Internally Headed Relative Clauses
2010-Sep-08, Wednesday 00:38In G2 (mentioned in the preceding post), relative clauses are internally headed. This means that the head noun of the phrase appears within the relative clause with the cases appropriate for that clause; a resumptive pronoun immediately following the relative clause has the case appropriate for the matrix.
Originally I had the head noun always appear first in the clause, since the possessor or the whole are usually relativized rather than the possessum or the part (genitives and partitives precede what they modify). Example
house* in man RP died John sold.
However, this made sentences like this:
dog cat mouse bread ate RP caught RP chased RP I saw.
So now I have the phrases containing the head noun appear right before the verb of the relative clause:
bread mouse ate RP cat caught RP dog chased RP I saw.
I'm not sure if it solves all the problems though.
* I don't have articles yet and am not sure where they would go.
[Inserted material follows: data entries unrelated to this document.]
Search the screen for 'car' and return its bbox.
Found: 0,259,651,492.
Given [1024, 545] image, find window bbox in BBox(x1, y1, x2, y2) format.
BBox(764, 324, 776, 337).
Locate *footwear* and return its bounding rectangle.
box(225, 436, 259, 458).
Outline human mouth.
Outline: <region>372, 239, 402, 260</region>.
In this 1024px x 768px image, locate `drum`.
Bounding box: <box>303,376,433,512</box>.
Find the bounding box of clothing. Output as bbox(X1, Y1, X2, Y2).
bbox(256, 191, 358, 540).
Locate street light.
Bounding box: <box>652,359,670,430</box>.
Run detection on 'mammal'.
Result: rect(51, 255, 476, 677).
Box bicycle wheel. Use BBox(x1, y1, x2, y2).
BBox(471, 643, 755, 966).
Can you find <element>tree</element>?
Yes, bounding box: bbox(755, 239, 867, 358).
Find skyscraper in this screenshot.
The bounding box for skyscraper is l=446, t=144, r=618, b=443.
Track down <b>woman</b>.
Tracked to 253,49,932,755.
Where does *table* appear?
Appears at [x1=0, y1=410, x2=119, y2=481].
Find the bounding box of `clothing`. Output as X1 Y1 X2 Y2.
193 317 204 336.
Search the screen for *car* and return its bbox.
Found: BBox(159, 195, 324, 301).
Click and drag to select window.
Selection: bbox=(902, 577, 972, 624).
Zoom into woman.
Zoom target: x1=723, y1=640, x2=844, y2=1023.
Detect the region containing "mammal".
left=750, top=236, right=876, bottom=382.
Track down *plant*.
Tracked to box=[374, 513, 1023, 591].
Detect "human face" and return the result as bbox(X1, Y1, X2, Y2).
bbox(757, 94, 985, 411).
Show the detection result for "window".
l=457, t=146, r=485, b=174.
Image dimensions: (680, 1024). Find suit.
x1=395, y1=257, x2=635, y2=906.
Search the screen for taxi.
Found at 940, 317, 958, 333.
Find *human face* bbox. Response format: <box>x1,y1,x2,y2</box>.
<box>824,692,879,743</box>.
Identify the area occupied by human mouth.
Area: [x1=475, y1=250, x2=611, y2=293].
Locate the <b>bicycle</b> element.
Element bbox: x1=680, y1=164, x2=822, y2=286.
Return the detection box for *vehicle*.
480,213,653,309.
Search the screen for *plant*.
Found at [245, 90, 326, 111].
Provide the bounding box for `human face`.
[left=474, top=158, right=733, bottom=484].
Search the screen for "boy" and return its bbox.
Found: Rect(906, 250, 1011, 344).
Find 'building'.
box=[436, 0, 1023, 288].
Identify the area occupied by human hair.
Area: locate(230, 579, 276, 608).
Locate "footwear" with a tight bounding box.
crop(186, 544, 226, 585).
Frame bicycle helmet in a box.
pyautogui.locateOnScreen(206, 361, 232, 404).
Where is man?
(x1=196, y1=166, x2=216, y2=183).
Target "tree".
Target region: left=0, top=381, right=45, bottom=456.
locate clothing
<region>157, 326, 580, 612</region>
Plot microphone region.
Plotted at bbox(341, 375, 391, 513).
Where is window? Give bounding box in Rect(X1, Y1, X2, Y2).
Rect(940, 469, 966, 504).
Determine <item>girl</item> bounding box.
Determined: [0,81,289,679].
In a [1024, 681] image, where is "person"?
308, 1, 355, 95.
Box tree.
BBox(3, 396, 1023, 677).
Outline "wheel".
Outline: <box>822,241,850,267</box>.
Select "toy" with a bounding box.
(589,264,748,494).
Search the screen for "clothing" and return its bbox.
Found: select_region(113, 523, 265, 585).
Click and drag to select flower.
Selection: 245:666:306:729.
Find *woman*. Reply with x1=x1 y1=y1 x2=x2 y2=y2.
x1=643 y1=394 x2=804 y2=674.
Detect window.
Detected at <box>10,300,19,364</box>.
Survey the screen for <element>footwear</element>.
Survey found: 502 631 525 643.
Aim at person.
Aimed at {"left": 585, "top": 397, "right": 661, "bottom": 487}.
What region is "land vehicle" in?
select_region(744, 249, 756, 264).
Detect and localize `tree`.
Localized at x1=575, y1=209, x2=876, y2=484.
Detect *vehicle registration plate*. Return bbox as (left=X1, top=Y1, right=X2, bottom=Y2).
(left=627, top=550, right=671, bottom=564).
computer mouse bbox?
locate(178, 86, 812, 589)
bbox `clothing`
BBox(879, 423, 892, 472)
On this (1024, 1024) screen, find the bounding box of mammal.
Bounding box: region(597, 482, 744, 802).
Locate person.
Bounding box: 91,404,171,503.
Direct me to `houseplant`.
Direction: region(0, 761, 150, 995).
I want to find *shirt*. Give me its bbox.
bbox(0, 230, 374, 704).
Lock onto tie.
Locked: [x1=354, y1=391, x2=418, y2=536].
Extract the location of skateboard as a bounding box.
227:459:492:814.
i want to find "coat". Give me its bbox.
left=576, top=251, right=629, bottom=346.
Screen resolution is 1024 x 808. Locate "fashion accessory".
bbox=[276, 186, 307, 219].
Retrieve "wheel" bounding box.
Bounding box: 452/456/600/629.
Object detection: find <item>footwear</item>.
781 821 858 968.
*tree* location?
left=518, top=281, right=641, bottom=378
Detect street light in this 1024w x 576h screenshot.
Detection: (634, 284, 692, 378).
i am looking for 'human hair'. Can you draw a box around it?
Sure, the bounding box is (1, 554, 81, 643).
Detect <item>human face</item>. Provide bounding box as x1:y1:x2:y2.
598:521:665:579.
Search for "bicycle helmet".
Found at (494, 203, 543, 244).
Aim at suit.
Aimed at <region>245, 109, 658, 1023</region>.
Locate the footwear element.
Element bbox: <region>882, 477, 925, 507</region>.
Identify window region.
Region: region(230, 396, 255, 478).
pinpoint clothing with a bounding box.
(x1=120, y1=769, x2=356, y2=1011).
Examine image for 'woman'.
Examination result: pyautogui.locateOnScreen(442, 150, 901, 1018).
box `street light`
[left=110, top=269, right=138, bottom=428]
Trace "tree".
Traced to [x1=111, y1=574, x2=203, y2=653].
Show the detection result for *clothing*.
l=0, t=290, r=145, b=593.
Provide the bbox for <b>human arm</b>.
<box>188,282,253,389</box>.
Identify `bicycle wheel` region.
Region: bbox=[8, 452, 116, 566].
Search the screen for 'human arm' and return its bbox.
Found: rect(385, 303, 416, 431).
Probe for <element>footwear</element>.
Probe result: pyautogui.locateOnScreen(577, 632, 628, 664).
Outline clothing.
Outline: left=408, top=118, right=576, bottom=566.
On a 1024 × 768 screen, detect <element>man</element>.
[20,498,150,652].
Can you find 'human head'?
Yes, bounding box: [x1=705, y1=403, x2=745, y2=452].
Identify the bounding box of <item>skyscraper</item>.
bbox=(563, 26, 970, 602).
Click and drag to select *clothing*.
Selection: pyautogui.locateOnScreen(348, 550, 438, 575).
Originally I had the head noun always appear first in the clause, since the possessor or the whole are usually relativized rather than the possessum or the part (genitives and partitives precede what they modify). Example
house* in man RP died John sold.
However, this made sentences like this:
dog cat mouse bread ate RP caught RP chased RP I saw.
So now I have the phrases containing the head noun appear right before the verb of the relative clause:
bread mouse ate RP cat caught RP dog chased RP I saw.
I'm not sure if it solves all the problems though.
* I don't have articles yet and am not sure where they would go.